I had met several of the dinner partiers over the years but not to any “get to know” level.  I was “Blondie’s husband”.  Having been “Blondie’s husband” for 28 years, I am comfortable wearing that sobriquet.  “Blondie’s husband” and “Kid’s daddy” are MUCH nicer than some things I have been called in my often contentious professional dealings.

I was very comfortable going into the evening.  I had not given much thought to how it might evolve but am naught if not flexible in such social settings.   It evolved pretty much “wonderfully”.  Yes, “wonderfully” describes it perfectly.

I had several delightful conversational interludes with those in close proximity to me.  Beyond mindless elevator chatter but not venturing into the political minefield or other such combustible realms.  We were, coincidentally, all of the same ideological stripe but that was only semi-relevant to the pleasure of the occasion.

That we were all the same ideological stripe probably played into why Blondie had stayed in touch with them over the years and why they were all eager to get-together socially.  We were the out-of-towners and the focal point of getting together.  But living in the same community does not mean you run into each other that often.  Lives tend to get mini-compartmentalized even among 40,000 citizens.  I sensed a comfort factor within the group.  I’m sure there was “a history” between some and maybe a few “incidents” but conviviality was the order of the evening.

Once I passed muster as “Blondie’s husband” I was set politely aside as a spear carrier in this one act play which was fine with me.  Explaining “what I do” can get tedious for all concerned so I sometimes pretend “I work for IBM” which abruptly ends any interest whatsoever from inquiring minds.

This time I said “I’m an Internet provocateur” which is obscure enough to confuse people yet intriguing enough to generate curiosity on the drive home.

“Honey, what do you think Blondie’s husband really does?” ….. “Beats me.  Probably operate ones of those porn sites.”  If they only knew.

I found Blondie’s friends delightfully “normal” by my standards.   I found myself assigning “he/she is like _____” comparisons to my homies.  Was every community of baby boomers in the 60s assigned the same life script?   Apparently.

Yes, there was a lot of retelling of “that time we all _____” which was, once again, pretty much what “we all” were doing 1400 miles to the east at about the same time.

Cape had its social strata and Cape Central High had it cliques.  Duh, didn’t every town?  Everyone had their own perception of where they fit and where others fit.  Some still occupy those roles. Some evolved into other roles.

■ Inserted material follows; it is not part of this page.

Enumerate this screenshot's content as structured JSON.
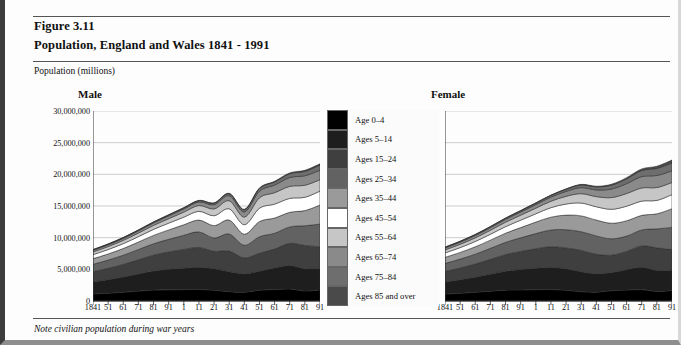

Blondie had given me a thumbnail of the attendees but I didn’t let that limit my appreciation of each one.  If we were relocating to Cape I would probably gravitate to certain ones over time and distance myself from others as is normal.  But for one evening, I could eavesdrop on various conversations for the pure enjoyment of the moment.

Chuck The Jeweler (aka “Mick Jagger the ageless rocker”) did a riff on several “town characters” that were Cape’s version of our “Butch” and Mayberry’s Ernest T.  The time that “Crazy Mike blew up the sewer culvert with the homemade bomb” …. I mean who doesn’t have that growing up memory.

Town floozies…. Dr Kinder (aka Marcus Welby) looking for Frank…. Mr Leuder’s store window….. the McClure game (EVERY town has a “the game”)…. partying down by the river….. whatever happened to ______ ………

No one asked Blondie if she could still belt out “There’s No Business Like Show Business” from her memorable role as Annie Oakley in Cape High’s production of Annie Gets Your Gun.   She wasn’t expecting them to, but I was kinda hoping.

Oh well, a darn good reason to get together again on our next trip….. “back home”.